Indeed, there is a very general principle which allows the lifting of excluded minor characterisations from finite to infinite matroids. For any finite field $k$, a tame infinite matroid $M$ is representable over $k$ precisely when all of its finite minors are [3]. This principle allows us to lift all kinds of other statements easily from finite to infinite matroids. For example, an infinite matroid which is representable over both $GF(3)$ and $GF(5)$ is necessarily representable over $GF(p)$ for all primes $p$ (since all its finite minors are). 

For those readers who have come across partial fields and tracts, that last statement might have got you wondering whether we can define representations of infinite matroids over those objects, in the spirit of this post. For example, what might it mean for an infinite matroid to be orientable? This is a thorny problem, which will have to wait for a future post.

Although we now have a good definition of representability, there is one open problem in this area that has been nagging at me for years. Binary matroids can be defined as tame matroids with no $U_{2,4}$-minor. But do we really need to impose the condition of tameness here? To put it another way, must every wild matroid have a $U_{2,4}$-minor?
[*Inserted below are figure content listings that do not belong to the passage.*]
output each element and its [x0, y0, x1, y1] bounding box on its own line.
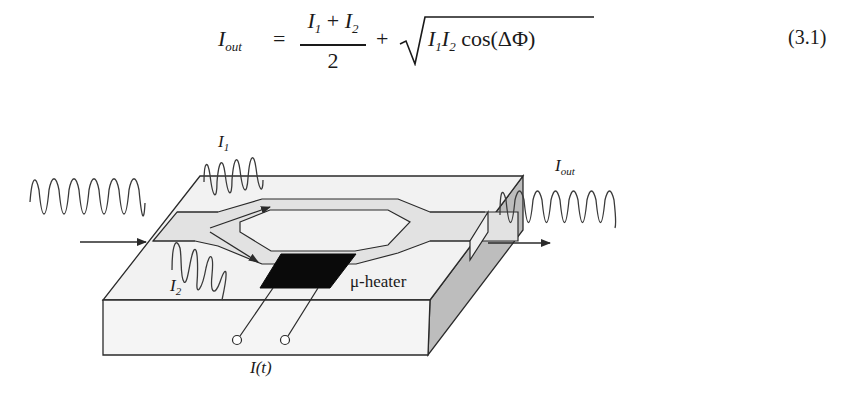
label-i2: I2: [170, 276, 181, 297]
mach-zehnder-modulator-diagram: [0, 0, 860, 395]
input-wave: [30, 179, 145, 216]
slab-front-face: [103, 300, 430, 355]
label-micro-heater: μ-heater: [350, 272, 406, 292]
terminal-left-icon: [233, 336, 242, 345]
label-iout: Iout: [555, 156, 575, 177]
label-current: I(t): [250, 358, 272, 378]
label-i1: I1: [218, 132, 229, 153]
terminal-right-icon: [281, 336, 290, 345]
All the examples we know of do.

[1] S. Hadi Afzali Borujeni and Nathan Bowler, Thin sums matroids and duality, Advances in Mathematics, Volume 271, 2015, Pages 1-29.
[2] Nathan Bowler and Johannes Carmesin, Matroids with an infinite circuit–cocircuit intersection, Journal of Combinatorial Theory, Series B, Volume 107, 2014, Pages 78-91.
[3] Nathan Bowler and Johannes Carmesin, An excluded minors method for infinite matroids, Journal of Combinatorial Theory, Series B, Volume 128, 2018, Pages 104-113
[4] Henning Bruhn and Agelos Georgakopoulos, Bases and closures under infinite sums, Linear Algebra and its Applications, Volume 435, Issue 8, 2011, Pages 2007-2018.